While I welcome the efforts made to attract new people to the planning sector, it is crucial we also address the more pressing issues with the planning system – namely, the strain on planning departments has resulted in insufficient resources and unmanageable workloads that are exacerbating the housing crisis

Cutbacks over many years have led to a dearth of experienced planning officers who play a vital role in pushing applications forward and providing invaluable guidance to local authorities. The Institute for Fiscal Studies thinktank has calculated that local authority net spending per person on planning dropped by as much as 59% between 2009-10 and 2020-21, higher than any other service.

Meanwhile, much-needed new affordable housing projects are taking as long as two years to go through planning, according to some of the providers I work with, and more than a million people in England are currently on local authority waiting lists for social housing. It is imperative we turn this around by ensuring planning departments have the capacity to support their communities’ needs.

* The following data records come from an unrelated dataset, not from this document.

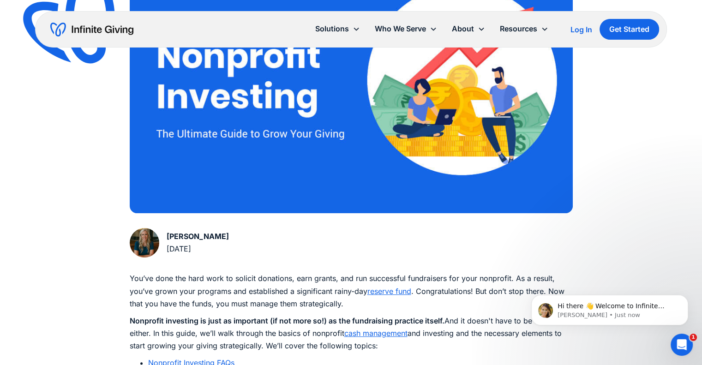 The image size is (702, 365). I want to click on p: You’ve done the hard work to solicit donations, earn grants, and run successful fundraisers for y..., so click(351, 291).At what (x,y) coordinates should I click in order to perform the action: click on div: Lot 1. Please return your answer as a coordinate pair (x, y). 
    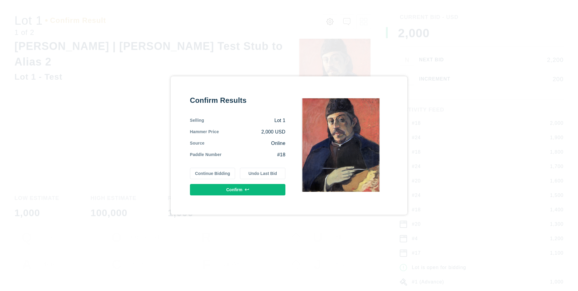
    Looking at the image, I should click on (245, 121).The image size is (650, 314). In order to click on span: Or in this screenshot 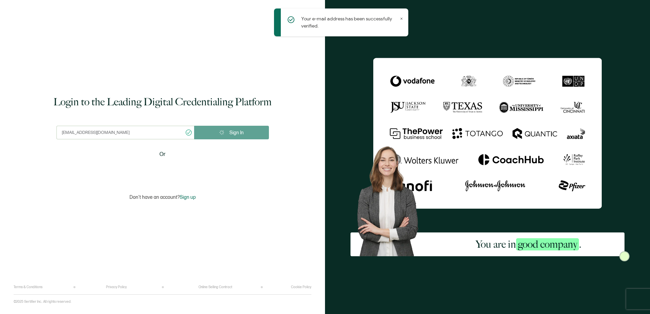, I will do `click(162, 154)`.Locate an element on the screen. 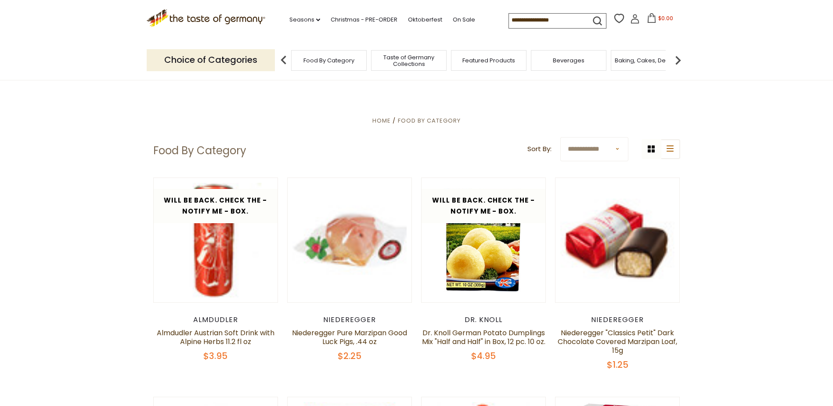  span: $4.95 is located at coordinates (483, 356).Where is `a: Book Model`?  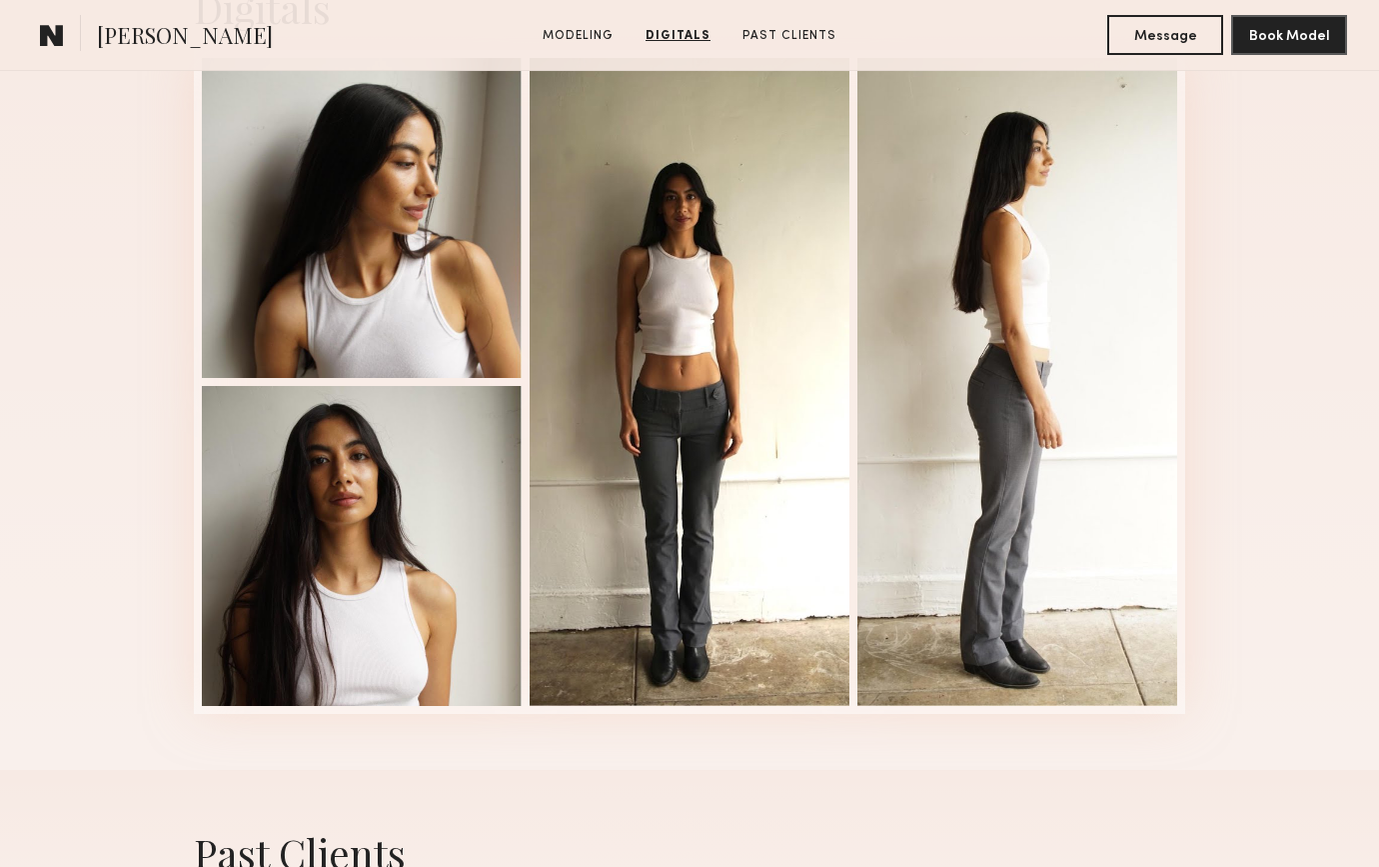 a: Book Model is located at coordinates (1289, 34).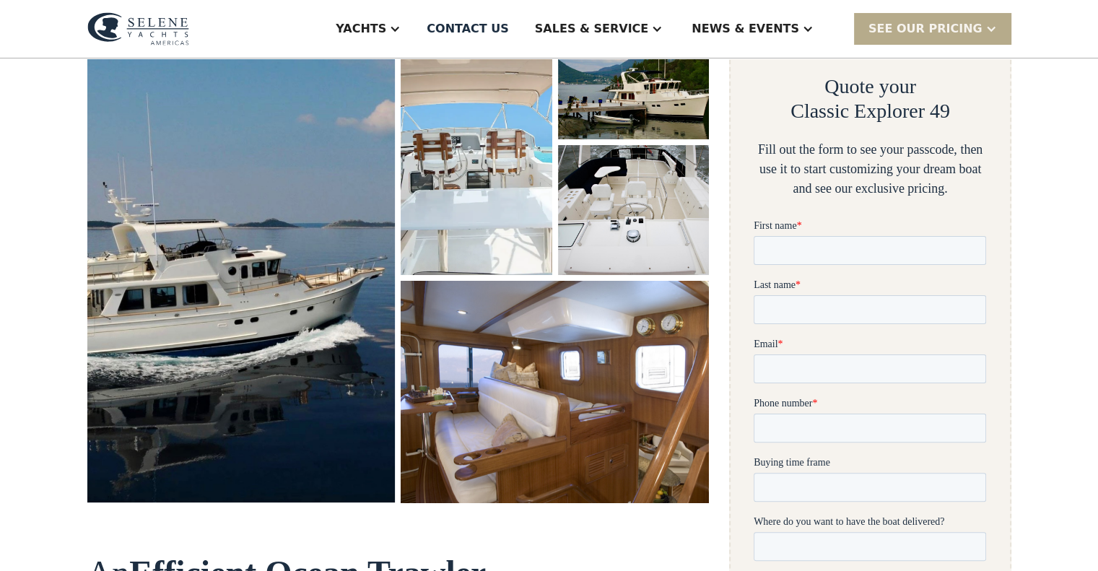 This screenshot has height=571, width=1098. What do you see at coordinates (870, 169) in the screenshot?
I see `div: Fill out the form to see your passcode, then use it to start customizing your dream boat and see ...` at bounding box center [870, 169]. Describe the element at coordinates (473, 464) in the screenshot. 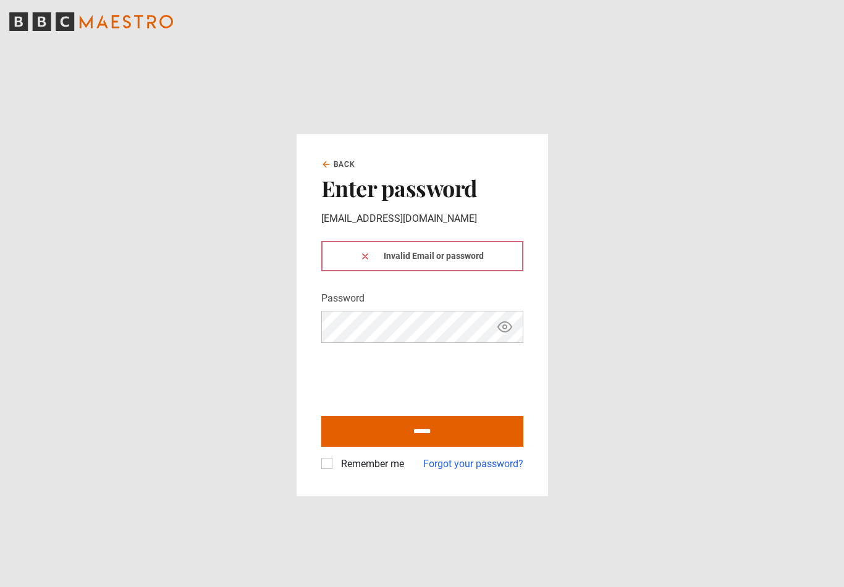

I see `a: Forgot your password?` at that location.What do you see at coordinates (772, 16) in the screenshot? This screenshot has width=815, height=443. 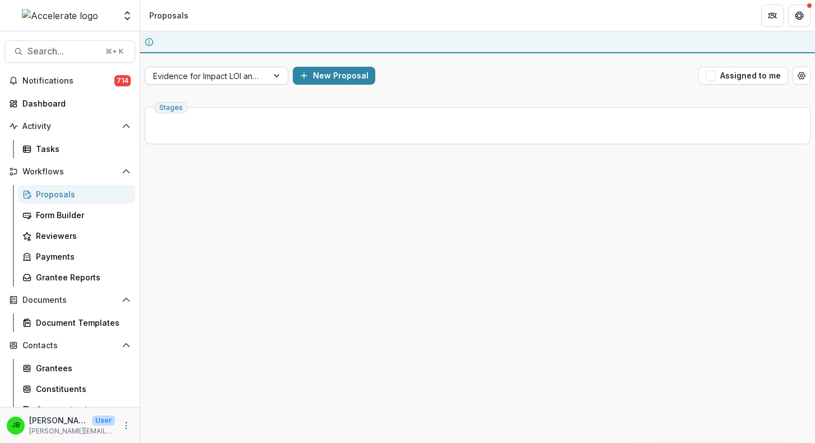 I see `button: Partners` at bounding box center [772, 16].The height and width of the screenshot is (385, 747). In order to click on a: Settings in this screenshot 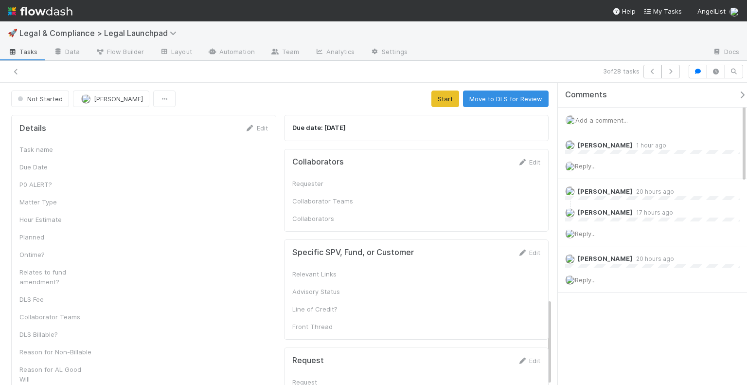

A diverse range of planning professionals is certainly important when it comes to driving the understanding that local areas need to thrive in order to survive, with a range of tenures and a cross section of people, income streams, political views and age groups that will spend money on different things and in different ways.

But while initiatives like bursaries to attract new individuals to the planning sector are commendable, they should be accompanied by reforms that tackle the systemic issues plaguing the delivery of affordable housing. Investment in well-funded planning departments, stable leadership in government and a diverse range of professionals are going to be imperative for resolving the housing crisis and fostering thriving communities.